> True. But probably the common case is not as bad as that, and
> these repeated calls are probably still cheaper than allocating
> and populating the redundant top-level BIO.
Perhaps, but calls are expensive. Repeated calls down stacked block
devices will add up. In only the most unusually cases will there
be a need to allocate more than one top-level BIO. So the savings
for most cases requiring splitting will just be a single BIO. The
other BIOs will still need to be allocated and populated, but it
would just happen outside the block devices. The savings of doing
repeated calls vs allocating a single BIO is not obvious to me.
> Also, the top-level code can be cache-friendly. The bad way
> to write it would be to do:
>
> while (more to send) {
> maxbytes = bio_max_bytes(block);
> build_and_send_a_bio(block, maxbytes);
> block += maxbytes / whatever;
> }
> That creates long code paths and L1 cache thrashing. Kernel
> tends to do that rather a lot in the IO paths.
> The good way is:
> int maxbytes[something];
> int i = 0;
> while (more_to_send) {
> maxbytes[i] = bio_max_bytes(block);
> block += maxbytes[i++] / whatever;
> }
> i = 0;
> while (more_to_send) {
> build_and_send_a_bio(block, maxbytes[i]);
> block += maxbytes[i++] / whatever;
> }
> if you get my drift. This way the computational costs of
> the second and succeeding bio_max_bytes() calls are very
> small.
Yup.
> One thing which concerns me about the whole scheme at
> present is that the uncommon case (volume managers, RAID,
> etc) will end up penalising the common case - boring
> old ext2 on boring old IDE/SCSI.
Yes it would.
> Right now, BIO_MAX_SECTORS is only 64k, and IDE can
> take twice that. I'm not sure what the largest
> request size is for SCSI - certainly 128k.
In 2.5.7, Jens allows the BIO vectors to hold upto 256
pages, so it would seem that larger than 64k IOs are
planned.
> Let's not create any designed-in limitations at this
> stage of the game.
Not really trying to create any limitations, just trying
to balance what I think could be a performance concern.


• PROMPT: Please output the records below in full, exactly as given, but without the images.

'''

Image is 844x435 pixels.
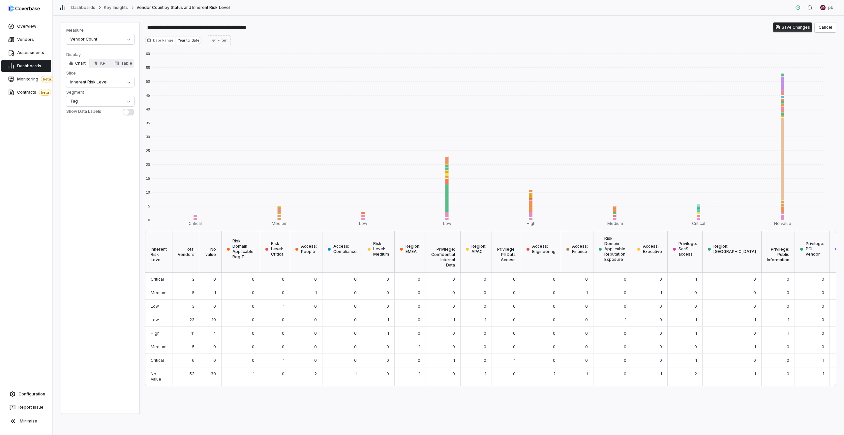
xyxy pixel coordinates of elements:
span: 0 [452,371,455,376]
span: 0 [822,331,824,336]
button: Filter [207,35,231,45]
span: Dashboards [17,63,41,69]
span: Privilege: PCI vendor [806,241,824,257]
svg: Date range for report [147,38,151,42]
button: Measure [66,34,134,44]
div: Privilege: PII Data Access [492,231,521,273]
span: 0 [585,277,588,282]
span: 0 [585,358,588,363]
span: Risk Domain Applicable: Reputation Exposure [604,236,627,262]
text: 60 [146,52,150,56]
img: pb undefined avatar [820,5,826,10]
span: Risk Domain Applicable: Reg Z [232,238,255,260]
span: Access: People [301,244,317,254]
span: 0 [252,290,255,295]
span: 0 [484,304,486,309]
span: 0 [822,317,824,322]
span: 1 [453,317,455,322]
span: 0 [314,304,317,309]
span: Access: Compliance [333,244,357,254]
span: Contracts [17,89,51,96]
span: 0 [354,277,357,282]
div: Total Vendors [172,231,200,273]
button: DisplayChartTable [90,59,110,68]
span: 5 [192,290,195,295]
span: 0 [553,304,556,309]
span: Critical [151,358,164,363]
span: 0 [659,317,662,322]
button: pb undefined avatarpb [816,3,838,13]
span: 0 [354,358,357,363]
span: 0 [418,277,420,282]
div: Privilege: Public Information [762,231,795,273]
span: 0 [386,344,389,349]
span: 0 [624,277,627,282]
div: Date Range [145,37,175,44]
text: 15 [146,176,150,180]
span: 5 [192,344,195,349]
span: Access: Engineering [532,244,556,254]
span: 1 [695,331,697,336]
span: 1 [788,331,789,336]
span: 1 [355,371,357,376]
span: 0 [282,317,285,322]
a: Overview [1,20,51,32]
span: beta [41,76,53,82]
span: 1 [283,358,285,363]
span: 1 [419,371,420,376]
span: 0 [314,277,317,282]
span: 1 [823,371,824,376]
span: 0 [553,331,556,336]
span: 1 [754,317,756,322]
span: 0 [354,344,357,349]
span: 1 [754,344,756,349]
span: 2 [695,371,697,376]
span: Low [151,304,159,309]
span: Display [66,52,134,57]
button: Minimize [3,414,50,428]
span: 0 [753,304,756,309]
span: 1 [788,317,789,322]
span: Risk Level: Critical [271,241,285,257]
span: 0 [553,277,556,282]
span: 0 [553,317,556,322]
img: logo-D7KZi-bG.svg [9,5,40,12]
text: 25 [146,149,150,153]
span: 0 [659,331,662,336]
span: 0 [282,371,285,376]
span: 0 [252,277,255,282]
span: Overview [17,24,36,29]
span: 1 [823,358,824,363]
a: Dashboards [71,5,95,10]
span: 0 [484,358,486,363]
span: 0 [624,371,627,376]
span: 0 [624,358,627,363]
text: 5 [148,204,150,208]
span: High [151,331,160,336]
span: 0 [418,304,420,309]
span: 0 [282,331,285,336]
text: 10 [146,190,150,194]
span: 4 [213,331,216,336]
span: Vendors [17,37,34,42]
span: 0 [787,344,789,349]
span: Vendor Count by Status and Inherent Risk Level [137,5,230,10]
span: Region: EMEA [406,244,420,254]
span: 0 [252,344,255,349]
span: 0 [314,358,317,363]
span: 0 [585,344,588,349]
span: Low [151,317,159,322]
span: Save Changes [782,25,810,30]
span: 0 [659,304,662,309]
span: 1 [387,331,389,336]
span: 0 [252,304,255,309]
span: 0 [484,331,486,336]
text: 45 [146,93,150,97]
span: 0 [314,317,317,322]
span: Region: APAC [472,244,486,254]
span: 0 [753,358,756,363]
span: 0 [753,277,756,282]
span: 1 [419,344,420,349]
span: 0 [787,358,789,363]
span: 0 [386,371,389,376]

'''

• OUTPUT OF THE EXERCISE:
Image is 844x435 pixels.
xyxy pixel coordinates of elements:
span: 0 [452,371,455,376]
span: 0 [822,331,824,336]
button: Filter [207,35,231,45]
span: Dashboards [17,63,41,69]
span: Privilege: PCI vendor [806,241,824,257]
svg: Date range for report [147,38,151,42]
button: Measure [66,34,134,44]
div: Privilege: PII Data Access [492,231,521,273]
span: 0 [585,277,588,282]
span: 0 [585,358,588,363]
span: Risk Domain Applicable: Reputation Exposure [604,236,627,262]
text: 60 [146,52,150,56]
img: pb undefined avatar [820,5,826,10]
span: Risk Domain Applicable: Reg Z [232,238,255,260]
span: Access: People [301,244,317,254]
span: 0 [252,290,255,295]
span: 0 [484,304,486,309]
span: 0 [822,317,824,322]
span: 1 [453,317,455,322]
span: 0 [314,304,317,309]
span: Access: Compliance [333,244,357,254]
span: Contracts [17,89,51,96]
span: 0 [354,277,357,282]
div: Total Vendors [172,231,200,273]
button: DisplayChartTable [90,59,110,68]
span: 5 [192,290,195,295]
span: 0 [553,304,556,309]
span: Critical [151,358,164,363]
span: 0 [659,317,662,322]
button: pb undefined avatarpb [816,3,838,13]
span: 0 [354,358,357,363]
span: 0 [418,277,420,282]
div: Privilege: Public Information [762,231,795,273]
span: 0 [386,344,389,349]
span: 0 [624,277,627,282]
div: Date Range [145,37,175,44]
text: 15 [146,176,150,180]
span: 5 [192,344,195,349]
span: Access: Engineering [532,244,556,254]
span: 1 [695,331,697,336]
span: 1 [788,331,789,336]
span: 1 [355,371,357,376]
span: 0 [282,317,285,322]
a: Overview [1,20,51,32]
span: beta [41,76,53,82]
span: 1 [283,358,285,363]
span: 1 [419,371,420,376]
span: 0 [314,277,317,282]
span: 1 [823,371,824,376]
span: 0 [553,331,556,336]
span: 1 [754,317,756,322]
span: 0 [354,344,357,349]
span: 1 [754,344,756,349]
span: 2 [695,371,697,376]
span: Low [151,304,159,309]
span: Display [66,52,134,57]
button: Minimize [3,414,50,428]
span: 0 [753,304,756,309]
span: 1 [788,317,789,322]
span: Risk Level: Critical [271,241,285,257]
span: 0 [553,277,556,282]
span: 0 [553,317,556,322]
img: logo-D7KZi-bG.svg [9,5,40,12]
text: 25 [146,149,150,153]
span: 0 [659,331,662,336]
span: 0 [282,371,285,376]
span: 0 [252,277,255,282]
span: Overview [17,24,36,29]
span: 1 [823,358,824,363]
a: Dashboards [71,5,95,10]
span: 0 [484,358,486,363]
span: 0 [624,371,627,376]
span: 0 [624,358,627,363]
text: 5 [148,204,150,208]
span: High [151,331,160,336]
span: 0 [418,304,420,309]
span: 0 [282,331,285,336]
text: 10 [146,190,150,194]
span: 4 [213,331,216,336]
span: Vendors [17,37,34,42]
span: 0 [787,344,789,349]
span: Vendor Count by Status and Inherent Risk Level [137,5,230,10]
span: Region: EMEA [406,244,420,254]
span: 0 [252,344,255,349]
span: 0 [314,358,317,363]
span: 0 [585,344,588,349]
span: Low [151,317,159,322]
span: Save Changes [782,25,810,30]
span: 0 [659,304,662,309]
span: 1 [387,331,389,336]
span: 0 [252,304,255,309]
span: 0 [484,331,486,336]
text: 45 [146,93,150,97]
span: 0 [314,317,317,322]
span: Region: APAC [472,244,486,254]
span: 0 [753,358,756,363]
span: 0 [753,277,756,282]
span: 1 [419,344,420,349]
span: 0 [787,358,789,363]
span: 0 [386,371,389,376]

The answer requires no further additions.